My most consistent, superior sound quality remains ripped or downloaded files served up via JRiver Media Center (JRMC) via Wi-Fi (from my iMac) to a router and then via Ethernet to the DS Sr. (w/ Bridge II). I use JRemote to surf, select and play. “Hi-Res” files of great recordings via Roon 1.6 (w/ Qobuz and Tidal libraries) are a close second.

I have not been able to convince myself that Roon can best JRMC. So I use the subscriptions to enjoy new music exploration and to listen to things I don’t yet own. Once I find a new favorite, I buy the CD or SACD and rip to my hard drive. I like to own physical copies of my music.

FWIW.

PS: My AIFF files via JRMC even best spinning CD’s on my Denon DVD 2900 and feeding the DS Sr. the digital (coax) output.

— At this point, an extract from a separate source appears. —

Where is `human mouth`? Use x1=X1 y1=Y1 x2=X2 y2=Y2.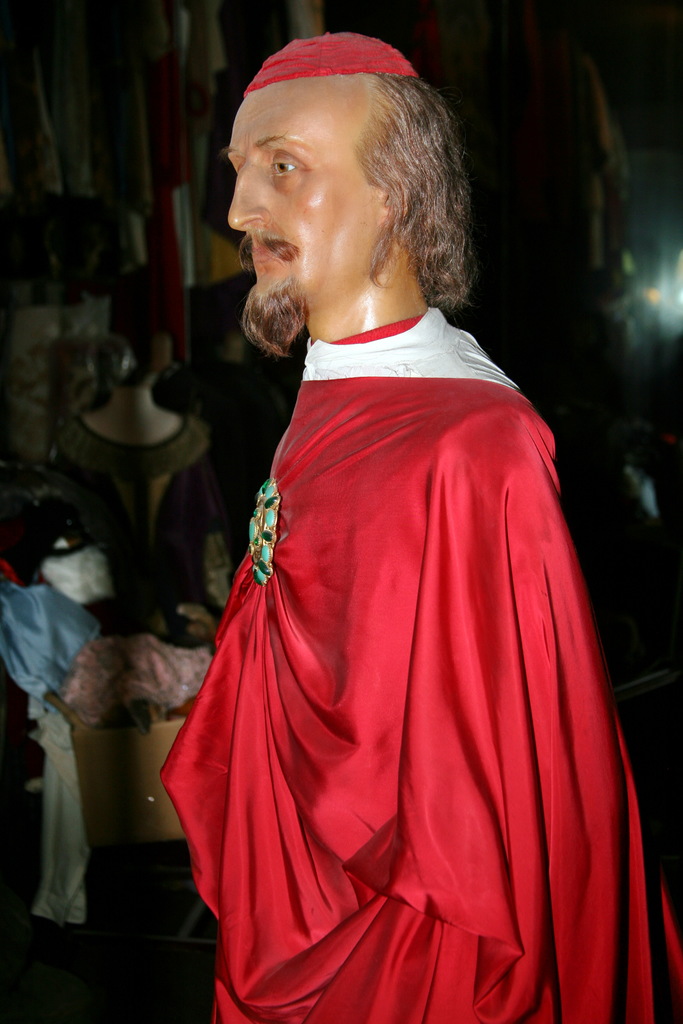
x1=253 y1=239 x2=286 y2=280.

Definitely worth ripping your collection if you have some great recordings…my AIFF files via Bridge II and DS Sr. DAC sound better than playing the discs directly. YMMV depending on the quality of your spinner and DAC.

[Edit: I should have added “all things being equal” in there somewhere - meaning, that files of the same resolution tend to sound better streamed from my iMac than they do via Roon.]

I’m all in on streaming. I have been for a few years now. I have ripped all 1000+ of my CDs in FLAC and it is very rare that I purchase CDs anymore. The last few CDs I bought was because I couldn’t find them on Tidal or via HDTracks, etc. I have no worries that Tidal will go away. If it does I just start using a different service.

Now regarding sound difference, yes I have found some ripped versions sound better and some sound worse. I have also found this with Qobuz (beta tester). When I have multiple versions I just pick the one I like better and make that one my primary version.

Last check my Roon library was upwards of 3000+ albums. Without streaming I would not have purchased the 2000 additional CDs just to rip them to storage.

I’m about halfway through ripping my CDs as FLAC right now. I don’t use Tidal, but my concern is that whatever they have may be at a reduced dynamic range compared to my CDs from the 80s, 90s, and 00s.

Normally I listen to Qobuz. During 2 days earlier this week a hub failure meant I had no Internet, and I fell back onto FLACs stored on NAS. Overall the experience was subtly less satisfactory. I think that this is because the NAS contains predominantly ripped CDs, whereas on Qobuz I listen to a high proportion of hi-res. I have found the streaming experience so good that I rarely buy and rip CDs nowadays.